Martin Salia, a Christian doctor who contracted the Ebola virus while treating patients in Sierra Leone, died Monday morning while receiving treatment in Omaha.
Dr. Phil Smith, medical director of the Biocontainment Unit at Nebraska Medical Center, released a statement breaking the news Monday morning.
"It is with an extremely heavy heart that we share this news," stated Smith. "Dr. Salia was extremely critical when he arrived here, and unfortunately, despite our best efforts, we weren't able to save him."
"We used every possible treatment available to give Dr. Salia every possible opportunity for survival. ... As we have learned, early treatment with these patients is essential. In Dr. Salia's case, his disease was already extremely advanced by the time he came here for treatment."

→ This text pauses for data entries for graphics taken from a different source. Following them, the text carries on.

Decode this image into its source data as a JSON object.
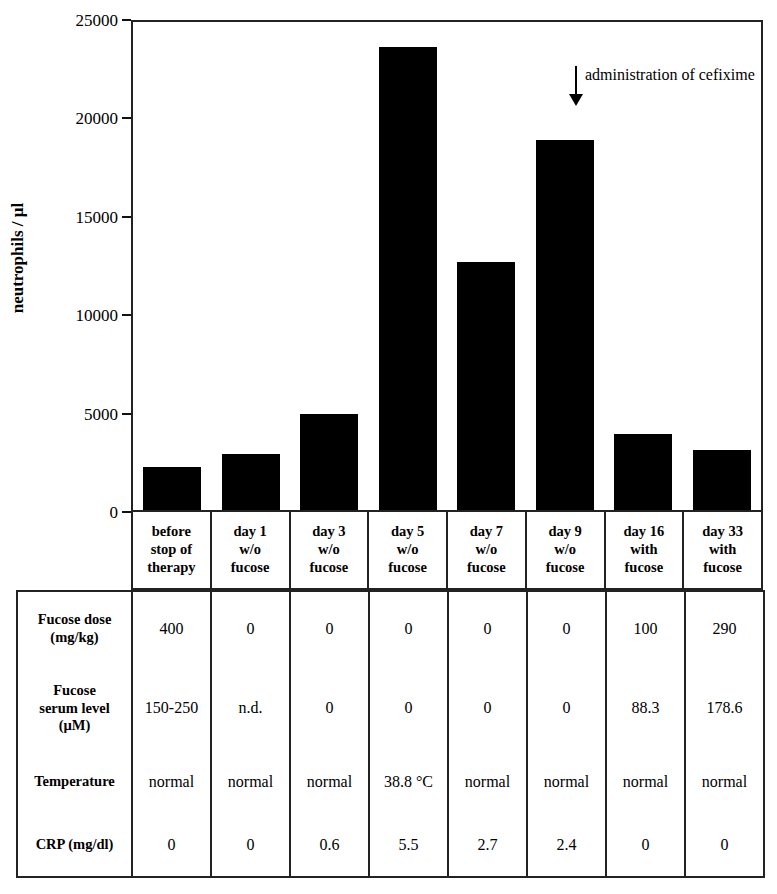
{
  "chart_data": {
    "type": "bar",
    "title": "",
    "xlabel": "",
    "ylabel": "neutrophils / µl",
    "ylim": [
      0,
      25000
    ],
    "ytick_labels": [
      "0",
      "5000",
      "10000",
      "15000",
      "20000",
      "25000"
    ],
    "yticks": [
      0,
      5000,
      10000,
      15000,
      20000,
      25000
    ],
    "grid": false,
    "legend": "none",
    "bar_color": "#000000",
    "categories": [
      "before stop of therapy",
      "day 1 w/o fucose",
      "day 3 w/o fucose",
      "day 5 w/o fucose",
      "day 7 w/o fucose",
      "day 9 w/o fucose",
      "day 16 with fucose",
      "day 33 with fucose"
    ],
    "values": [
      2200,
      2850,
      4900,
      23700,
      12700,
      18950,
      3900,
      3050
    ],
    "annotations": [
      {
        "text": "administration of cefixime",
        "marker": "down-arrow",
        "at_category": "day 5 w/o fucose"
      }
    ]
  },
  "axis": {
    "ylabel": "neutrophils / µl",
    "ticks": [
      {
        "value": 25000,
        "label": "25000"
      },
      {
        "value": 20000,
        "label": "20000"
      },
      {
        "value": 15000,
        "label": "15000"
      },
      {
        "value": 10000,
        "label": "10000"
      },
      {
        "value": 5000,
        "label": "5000"
      },
      {
        "value": 0,
        "label": "0"
      }
    ]
  },
  "annotation": {
    "text": "administration of cefixime"
  },
  "categories": [
    {
      "line1": "before",
      "line2": "stop of",
      "line3": "therapy"
    },
    {
      "line1": "day 1",
      "line2": "w/o",
      "line3": "fucose"
    },
    {
      "line1": "day 3",
      "line2": "w/o",
      "line3": "fucose"
    },
    {
      "line1": "day 5",
      "line2": "w/o",
      "line3": "fucose"
    },
    {
      "line1": "day 7",
      "line2": "w/o",
      "line3": "fucose"
    },
    {
      "line1": "day 9",
      "line2": "w/o",
      "line3": "fucose"
    },
    {
      "line1": "day 16",
      "line2": "with",
      "line3": "fucose"
    },
    {
      "line1": "day 33",
      "line2": "with",
      "line3": "fucose"
    }
  ],
  "table": {
    "row_labels": [
      {
        "line1": "Fucose dose",
        "line2": "(mg/kg)",
        "line3": ""
      },
      {
        "line1": "Fucose",
        "line2": "serum level",
        "line3": "(µM)"
      },
      {
        "line1": "Temperature",
        "line2": "",
        "line3": ""
      },
      {
        "line1": "CRP (mg/dl)",
        "line2": "",
        "line3": ""
      }
    ],
    "rows": [
      {
        "name": "Fucose dose (mg/kg)",
        "values": [
          "400",
          "0",
          "0",
          "0",
          "0",
          "0",
          "100",
          "290"
        ]
      },
      {
        "name": "Fucose serum level (µM)",
        "values": [
          "150-250",
          "n.d.",
          "0",
          "0",
          "0",
          "0",
          "88.3",
          "178.6"
        ]
      },
      {
        "name": "Temperature",
        "values": [
          "normal",
          "normal",
          "normal",
          "38.8 °C",
          "normal",
          "normal",
          "normal",
          "normal"
        ]
      },
      {
        "name": "CRP (mg/dl)",
        "values": [
          "0",
          "0",
          "0.6",
          "5.5",
          "2.7",
          "2.4",
          "0",
          "0"
        ]
      }
    ]
  }
}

The Washington Post reports that Salia tested positive for the deadly virus last Monday after seeing his first symptoms on Nov. 6. On Saturday, he was transported from Sierra Leone to the University of Nebraska Medical Center on Saturday, and was the third Ebola patient to be treated at the Omaha hospital this year. He passed away after going into respiratory and kidney failure.
Salia, a 44-year-old Sierra Leone citizen who lived in Maryland with his wife and two children, was promoted to chief medical officer of Kissy United Methodist Hospital in Sierra Leone shortly before he began exhibiting signs of Ebola.
According to videos acquired from the United Methodist Church, Salia took a pay cut to stay at Kissy. In another, Salia describes how his strong sense of duty toward the people of Freetown and his faith informed his decision to become a surgeon.
"I strongly believe that God brought me here to fix whatever comes to my doorway," Salia said.
Another video shows Salia and his colleagues praying before surgery.
"He could have gone into private service and made a lucrative living," Bruce Steffes, executive director of the Pan-African Academy of Christian Surgeons, through which Salia received his training, told The Washington Post. "But the fact that he stayed committed to missionary hospitals tells you everything you need to know about who he is and his faith and what's important to him."
Salia is the sixth doctor in Sierra Leone to test positive for Ebola and the third patient to seek treatment at Nebraska Medicine. Two former Ebola patients, Dr. Rick Sacra and freelance journalist Ashoka Mukpo, were both successfully treated at the facility.
The current Ebola crisis in Western Africa is the worst in history, killing at least 5,177 people in the past year, according to the latest figures from the World Health Organization. According to the Huffington Post, of those, 324 of the dead have been local health care workers.